Can a smart cat door tell me where my cat went?
No. A connected door can record that the cat entered or exited, but it cannot track movement after the cat leaves. A GPS or radio-frequency tracker solves a different problem.
Final Verdict
The SureFlap Microchip Cat Door is the best smart cat door for most households.
It delivers the most useful access rule—registered cats may enter, unwanted animals may not—with the least unnecessary complexity.
SureFlap DualScan is Recommended with Conditions.
It is the better specialist option when several cats need different outdoor permissions. Most single-cat homes do not need it.
SureFlap Microchip Cat Flap Connect receives a Conditional Recommendation.
Its remote controls, curfews, activity history and individual permissions can be useful. They are not automatically worth the added hardware and connected ownership.
PetSafe SmartDoor Connected is Not Recommended.

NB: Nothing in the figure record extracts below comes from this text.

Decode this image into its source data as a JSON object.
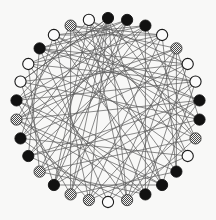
{
  "figure": {
    "background_color": "#f8f8f7",
    "width": 216,
    "height": 220
  },
  "chart_data": {
    "type": "diagram",
    "subtype": "circular-node-link-graph",
    "layout": "circle",
    "center": [
      108,
      110
    ],
    "radius": 92,
    "node_radius": 5.6,
    "node_count": 30,
    "edge_count": 78,
    "grid": false,
    "legend": null,
    "node_styles": {
      "black": {
        "fill": "#111111",
        "stroke": "#111111",
        "label": "solid-black"
      },
      "white": {
        "fill": "#fbfbfb",
        "stroke": "#1a1a1a",
        "label": "open-white"
      },
      "hatched": {
        "fill": "#9a9a9a",
        "stroke": "#3a3a3a",
        "label": "gray-checkered"
      }
    },
    "edge_style": {
      "color": "#5a5a5a",
      "width": 0.7
    },
    "nodes": [
      {
        "id": 0,
        "angle": -90,
        "type": "black",
        "x": 108.0,
        "y": 18.0
      },
      {
        "id": 1,
        "angle": -78,
        "type": "black",
        "x": 127.1,
        "y": 19.9
      },
      {
        "id": 2,
        "angle": -66,
        "type": "black",
        "x": 145.4,
        "y": 25.6
      },
      {
        "id": 3,
        "angle": -54,
        "type": "white",
        "x": 162.1,
        "y": 35.0
      },
      {
        "id": 4,
        "angle": -42,
        "type": "hatched",
        "x": 176.4,
        "y": 48.4
      },
      {
        "id": 5,
        "angle": -30,
        "type": "white",
        "x": 187.7,
        "y": 64.0
      },
      {
        "id": 6,
        "angle": -18,
        "type": "white",
        "x": 195.5,
        "y": 81.6
      },
      {
        "id": 7,
        "angle": -6,
        "type": "black",
        "x": 199.5,
        "y": 100.4
      },
      {
        "id": 8,
        "angle": 6,
        "type": "black",
        "x": 199.5,
        "y": 119.6
      },
      {
        "id": 9,
        "angle": 18,
        "type": "hatched",
        "x": 195.5,
        "y": 138.4
      },
      {
        "id": 10,
        "angle": 30,
        "type": "white",
        "x": 187.7,
        "y": 156.0
      },
      {
        "id": 11,
        "angle": 42,
        "type": "black",
        "x": 176.4,
        "y": 171.6
      },
      {
        "id": 12,
        "angle": 54,
        "type": "black",
        "x": 162.1,
        "y": 185.0
      },
      {
        "id": 13,
        "angle": 66,
        "type": "black",
        "x": 145.4,
        "y": 194.4
      },
      {
        "id": 14,
        "angle": 78,
        "type": "hatched",
        "x": 127.1,
        "y": 200.1
      },
      {
        "id": 15,
        "angle": 90,
        "type": "white",
        "x": 108.0,
        "y": 202.0
      },
      {
        "id": 16,
        "angle": 102,
        "type": "hatched",
        "x": 88.9,
        "y": 200.1
      },
      {
        "id": 17,
        "angle": 114,
        "type": "hatched",
        "x": 70.6,
        "y": 194.4
      },
      {
        "id": 18,
        "angle": 126,
        "type": "black",
        "x": 53.9,
        "y": 185.0
      },
      {
        "id": 19,
        "angle": 138,
        "type": "hatched",
        "x": 39.6,
        "y": 171.6
      },
      {
        "id": 20,
        "angle": 150,
        "type": "black",
        "x": 28.3,
        "y": 156.0
      },
      {
        "id": 21,
        "angle": 162,
        "type": "black",
        "x": 20.5,
        "y": 138.4
      },
      {
        "id": 22,
        "angle": 174,
        "type": "hatched",
        "x": 16.5,
        "y": 119.6
      },
      {
        "id": 23,
        "angle": 186,
        "type": "black",
        "x": 16.5,
        "y": 100.4
      },
      {
        "id": 24,
        "angle": 198,
        "type": "white",
        "x": 20.5,
        "y": 81.6
      },
      {
        "id": 25,
        "angle": 210,
        "type": "white",
        "x": 28.3,
        "y": 64.0
      },
      {
        "id": 26,
        "angle": 222,
        "type": "black",
        "x": 39.6,
        "y": 48.4
      },
      {
        "id": 27,
        "angle": 234,
        "type": "white",
        "x": 53.9,
        "y": 35.0
      },
      {
        "id": 28,
        "angle": 246,
        "type": "hatched",
        "x": 70.6,
        "y": 25.6
      },
      {
        "id": 29,
        "angle": 258,
        "type": "white",
        "x": 88.9,
        "y": 19.9
      }
    ],
    "edges": [
      [
        0,
        9
      ],
      [
        0,
        12
      ],
      [
        0,
        14
      ],
      [
        0,
        16
      ],
      [
        0,
        18
      ],
      [
        0,
        21
      ],
      [
        0,
        24
      ],
      [
        1,
        10
      ],
      [
        1,
        17
      ],
      [
        1,
        22
      ],
      [
        1,
        26
      ],
      [
        2,
        13
      ],
      [
        2,
        19
      ],
      [
        2,
        23
      ],
      [
        2,
        27
      ],
      [
        3,
        11
      ],
      [
        3,
        16
      ],
      [
        3,
        20
      ],
      [
        3,
        25
      ],
      [
        3,
        28
      ],
      [
        4,
        8
      ],
      [
        4,
        14
      ],
      [
        4,
        18
      ],
      [
        4,
        22
      ],
      [
        5,
        13
      ],
      [
        5,
        17
      ],
      [
        5,
        21
      ],
      [
        5,
        26
      ],
      [
        6,
        12
      ],
      [
        6,
        16
      ],
      [
        6,
        19
      ],
      [
        6,
        23
      ],
      [
        6,
        29
      ],
      [
        7,
        14
      ],
      [
        7,
        18
      ],
      [
        7,
        22
      ],
      [
        7,
        27
      ],
      [
        8,
        15
      ],
      [
        8,
        20
      ],
      [
        8,
        24
      ],
      [
        8,
        28
      ],
      [
        9,
        14
      ],
      [
        9,
        19
      ],
      [
        9,
        25
      ],
      [
        10,
        16
      ],
      [
        10,
        21
      ],
      [
        10,
        26
      ],
      [
        11,
        17
      ],
      [
        11,
        23
      ],
      [
        11,
        28
      ],
      [
        12,
        18
      ],
      [
        12,
        22
      ],
      [
        12,
        27
      ],
      [
        12,
        29
      ],
      [
        13,
        19
      ],
      [
        13,
        24
      ],
      [
        13,
        28
      ],
      [
        14,
        20
      ],
      [
        14,
        25
      ],
      [
        14,
        29
      ],
      [
        15,
        21
      ],
      [
        15,
        26
      ],
      [
        16,
        22
      ],
      [
        16,
        27
      ],
      [
        17,
        23
      ],
      [
        17,
        28
      ],
      [
        17,
        0
      ],
      [
        18,
        24
      ],
      [
        18,
        29
      ],
      [
        18,
        1
      ],
      [
        19,
        25
      ],
      [
        19,
        0
      ],
      [
        20,
        26
      ],
      [
        20,
        1
      ],
      [
        21,
        27
      ],
      [
        21,
        2
      ],
      [
        22,
        28
      ],
      [
        22,
        3
      ],
      [
        23,
        29
      ],
      [
        23,
        4
      ],
      [
        24,
        0
      ],
      [
        24,
        5
      ],
      [
        25,
        1
      ],
      [
        25,
        6
      ],
      [
        26,
        2
      ],
      [
        26,
        7
      ],
      [
        27,
        3
      ],
      [
        27,
        8
      ],
      [
        28,
        4
      ],
      [
        28,
        9
      ],
      [
        29,
        5
      ],
      [
        29,
        10
      ],
      [
        2,
        9
      ],
      [
        4,
        11
      ],
      [
        6,
        26
      ],
      [
        13,
        22
      ],
      [
        15,
        4
      ],
      [
        20,
        7
      ],
      [
        23,
        12
      ]
    ]
  }
}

The feature set is relevant, but weak current ownership evidence makes it difficult to justify over the SureFlap alternatives—especially when installation involves cutting a permanent opening into a door, wall or glass panel.
The right smart cat door is not the model with the largest dashboard.
It is the one that applies the correct access rule every day without turning Baron’s return from the garden into a software integration project.
References
- Sure Petcare — Microchip Cat Door product and compatibility information
- Sure Petcare — DualScan Microchip Cat Door product information
- Sure Petcare — Microchip Cat Flap Connect and Hub documentation
- PetSafe — SmartDoor Connected Pet Door product and compatibility information
Image Disclosure
Official manufacturer images are used when depicting the exact products discussed.
Any AI-generated images are editorial illustrations only. They do not represent exact opening dimensions, installation requirements, locking mechanisms or app behavior. Always check the current manufacturer documentation before cutting a door, wall or glass panel.
Editorial Disclosure
PetTech AI may earn a commission from qualifying purchases. This does not influence our recommendations, comparisons or editorial judgments.